Two Italian businessmen are under investigation for allegedly planning their own kidnappings for a share of the ransom money.
Alessandro Sandrini, 32, and Sergio Zanotti, 60, allegedly plotted the scheme with at least three other men.
The gang had promised Sandrini he would be taken to a villa where he would enjoy ‘women alcohol and drugs’, prosecutors say, but instead in October 2016, the gang took him to Adana, Turkey, and sold him to Syrian terror group, Hayat Tahrir al-Sham.
The same thing had happened to Zanotti a few months earlier, in April, but he was taken to Antioch, still in Turkey.
In both kidnaps, the terrorists published disturbing photographs of the men.
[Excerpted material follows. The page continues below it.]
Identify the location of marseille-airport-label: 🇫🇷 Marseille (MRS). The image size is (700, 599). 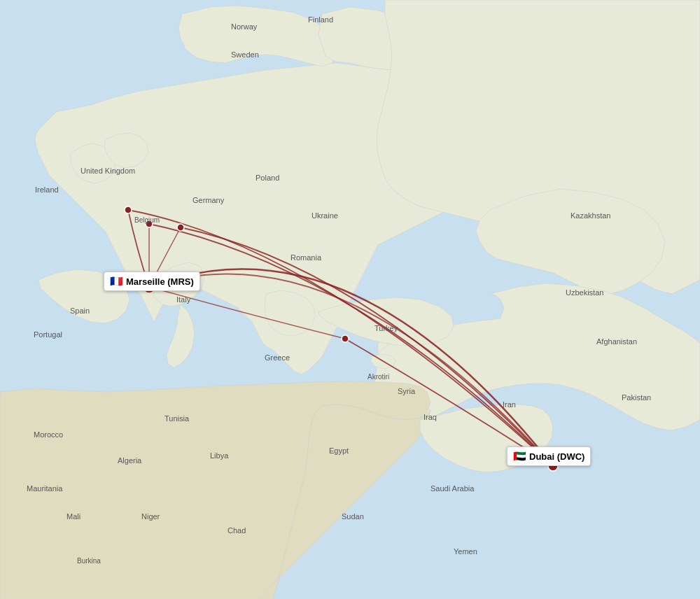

Sandrini was pictured on his knees in an orange jumpsuit, with two armed extremists standing behind him.
Jihadists also sent out an image of Zanotti kneeling, wearing a white robe while a suited-up man held a gun behind him.
Zanotti was released exactly three years later and is currently under investigation for his alleged role in the scheme.
Santrini was freed a month before in May 2019, but when he returned to Italy he was immediately put on house arrest over several robberies he allegedly committed before his kidnapping.
Three of the men who Sandrini and Zanotti allegedly plotted with, Italian Alberto Zanini, 54, and Albanians Fredi Frrokaj, 43, and Olsi Mitraj, 41, were arrested in Brescia, northern Italy.
Santrini has claimed that he had not planned his own kidnapping and was simply on holiday in Turkey when he was kidnapped.
Santrini said: ‘I lost my way to the hotel and found myself walking around the streets of Adana.
‘I felt someone putting something on my face. I felt drugged and I fell asleep. I woke up in a room where there were two people who were armed and hooded.’
But anti-terrorism police and the Italian Carabinieri launched a probe into the kidnappings and Santrini was this week charged with fraud and simulating a crime.
Santrini’s ex-girlfriend claims that he had offered her €100,000 (£85,000) to play along with the plot.
She told local media: ‘During the drive to the airport he kept telling me that I should stay calm, because when he got home we’d have loads of money that would come from the foreign ministry as ransom for his release.’
‘Before he left, he assured me that if I kept up the charade with his family, the newspapers and the police, €100,000 (£85,000) would be mine.’